How to Create a Social Media Plan for Your Business
How to Create a Social Media Plan for Your Business
A social media plan is a to-do list that you follow to create and maintain a social media presence. Use this step-by-step guide to create a winning social media plan for your business.
In part one (“How to Create A Social Media Strategy”) of this 2-part series, we created a formal social media strategy for your business. It was a big-picture outline of how you'll move forward to create a winning approach to social media.
Now, we begin to put your social media strategy into action by creating a step-by-step social media plan that details exactly how you’ll execute your strategy.
Your plan will change over the coming months. In other words, you’ll monitor the results over a set period of time and tweak it to keep improving the results.
Step 1: Review Your Digital Marketing Infrastructure
Is your site ready for the new stream of leads that will come from your social media platforms? Use this checklist to make sure you're ready:
- Does your site run fast and look great on mobile?
- Are all your links working?
- Is your site ready to convert traffic into leads or sales? Think CTAs and solid email software integration.
- Are your #hashtags ready?
Step 2: Define Your Social Media Voice and Tone
Before you begin creating social media profiles, check that your voice and tone remain consistent across all platforms.
The best way to do this is by creating a social media style guide for your company or brand.
The style guide is a written set of communication policies that you can share with your team. It helps create a cohesive presence across all social media channels to build trust with your audience. It also helps your team avoid the type of mishaps that lead to unhappy customers.
What’s a Social Media Style Guide?
A social media style guide is a rulebook for how your brand appears on social media. It should include:
- Description of your business or brand
- Buyer personas
- Logo and approved colors
- Post formatting style
- Language and writing policies
- Customer service guide
Below is a brief summary of what to include in a social media style guide.
Brand Description | Buyer Personas | Logo and Colors | Post Formatting/Style | Language/Writing Policies | Customer Service Guide | |
---|---|---|---|---|---|---|
How To | Describe your business in one sentence, again in two sentences, and once more in 3 sentences. | Jot down some information about your buyer personas. | Record your brand colors using hex numbers. Use these colors across all social channels. | Determine how posts should look on each channel. Do you include an image? Do you have a hashtag? | Include brand terms and decide how you'll handle spelling and capitalization. | Decide how you'll monitor and respond to customer conversations. |
Purpose | Gives 3 different ways to present your social profiles and pages across the web. | Understand who you're writing for. | Maintain a consistent brand image on social media. | Show creativity and use all content assets across each social media channel. | Determine how to tackle punctuation and formatting questions. Will you follow the Chicago Manual of Style, AP Style Book, or something else? | Prepare to respond to questions, complaints, comments, and positive or negative reviews. |
Step 3: Fill Out Your Social Media Profiles
In step 3 of your formal social media strategy, you chose your social platforms.
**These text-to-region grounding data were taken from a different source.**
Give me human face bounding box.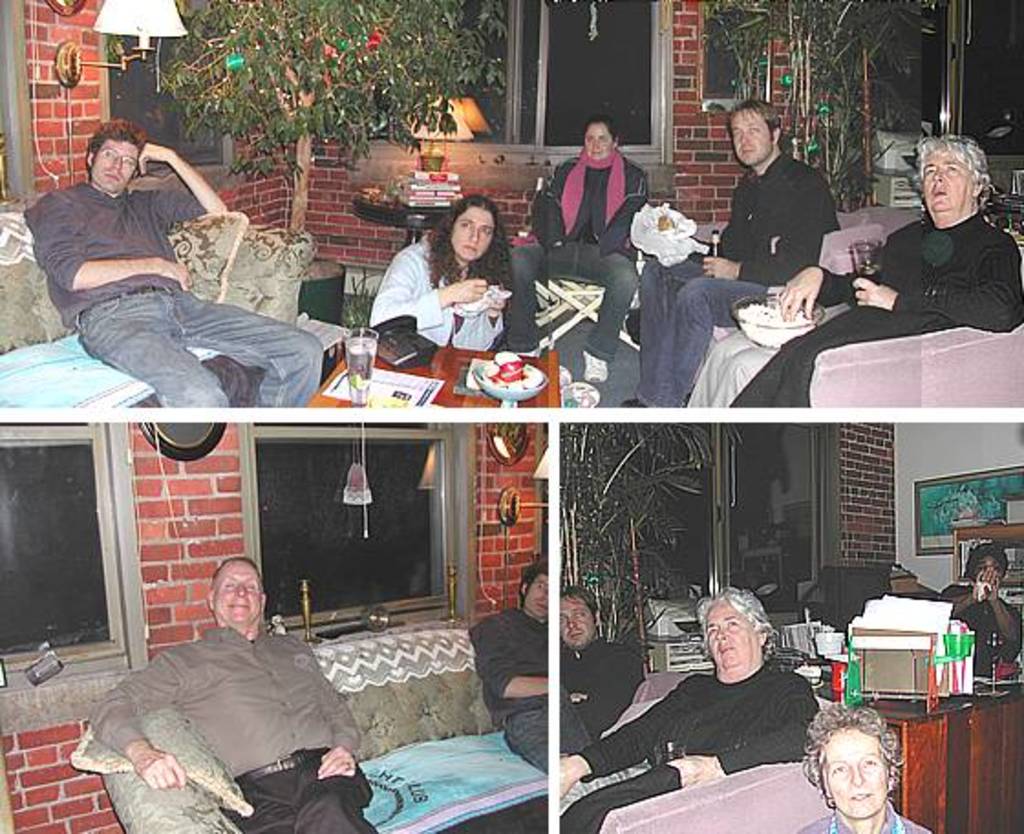
<box>973,552,1000,596</box>.
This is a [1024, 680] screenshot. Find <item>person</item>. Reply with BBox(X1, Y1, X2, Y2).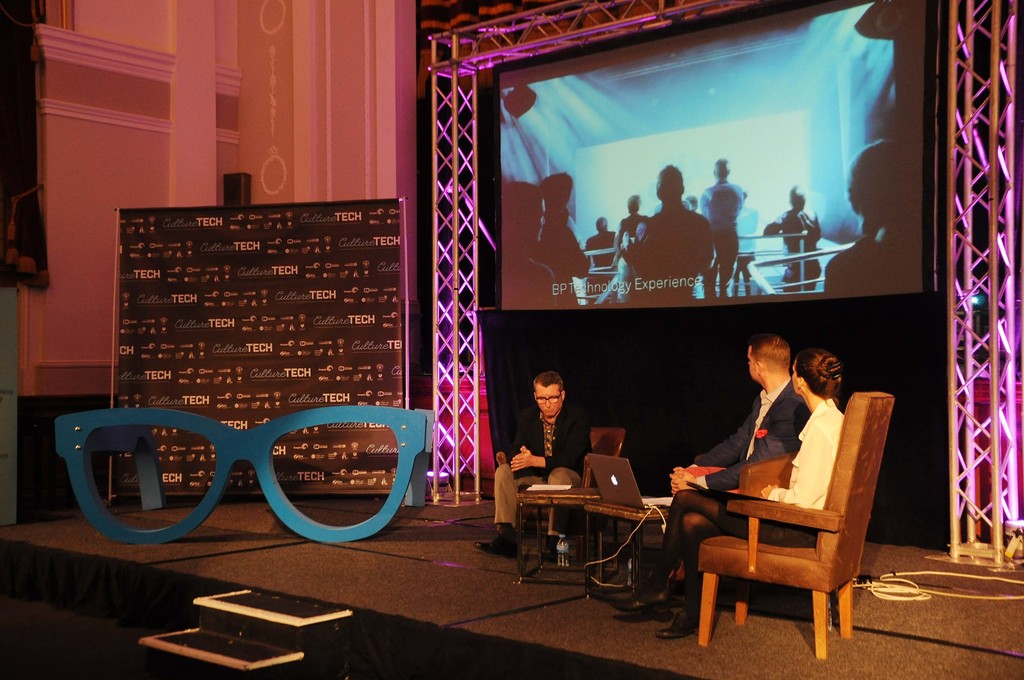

Now you’re ready to create your pages and fill out profiles for each channel.
Remember to keep your buyer personas and company style in mind as you go along. Here are a few helpful tips for filling out your social media profiles:
- Keep your name, profile picture, and logo consistent throughout all your channels.
- Get to know the personality of each network so your messaging is appropriate.
Step 4: Create a Content Calendar
Sketch a rough plan of what your content will look like over the next 3 - 6 months.
What topics will you cover and how will they relate to each other? Will you offer original content or repost it from other pages?
“About 78% of businesses share mostly original content on social media, or content produced by their company. Of that number, 19% of companies share only original content.”
Next, you’re ready to create a detailed list of what you’ll publish over the next 30 days:
- Topics
- Headlines
- Formatting
- Media types
- Publication dates for social media content
Step 5: Assign Tasks to Your Team
Now that you defined your style, filled out your profiles, and created a content calendar, you’re ready to assign tasks to your team and start getting things done. If you’re flying solo then this is the time to budget and schedule your time to cover the different tasks.
Here are some of the assignments you need to cover:
- Content writing
- Artwork
- Blog publishing
- Automation (pre-publishing your social media posts with software like Hootsuite or Buffer)
- Social listening and customer response
- Monitoring results with analytics and insights
Step 7: Promote
How will you attract new people to your channels and convert them to followers?
Social media doesn’t live solely on our computers anymore. Today’s social communities involve cross-promoting with the “outside world” as much as possible.
You might hold in-store events, network with other businesses, or create photo opportunities that inspire people to want to share with their friends.
Get creative with new ideas that compel your followers to talk about your company. Borrow ideas from experiential marketing tactics, and brainstorm with your team about how you might add more value to your community’s day-to-day life.
If you have a plan in place and are ready to increase conversions and engagement, try these 7 tips.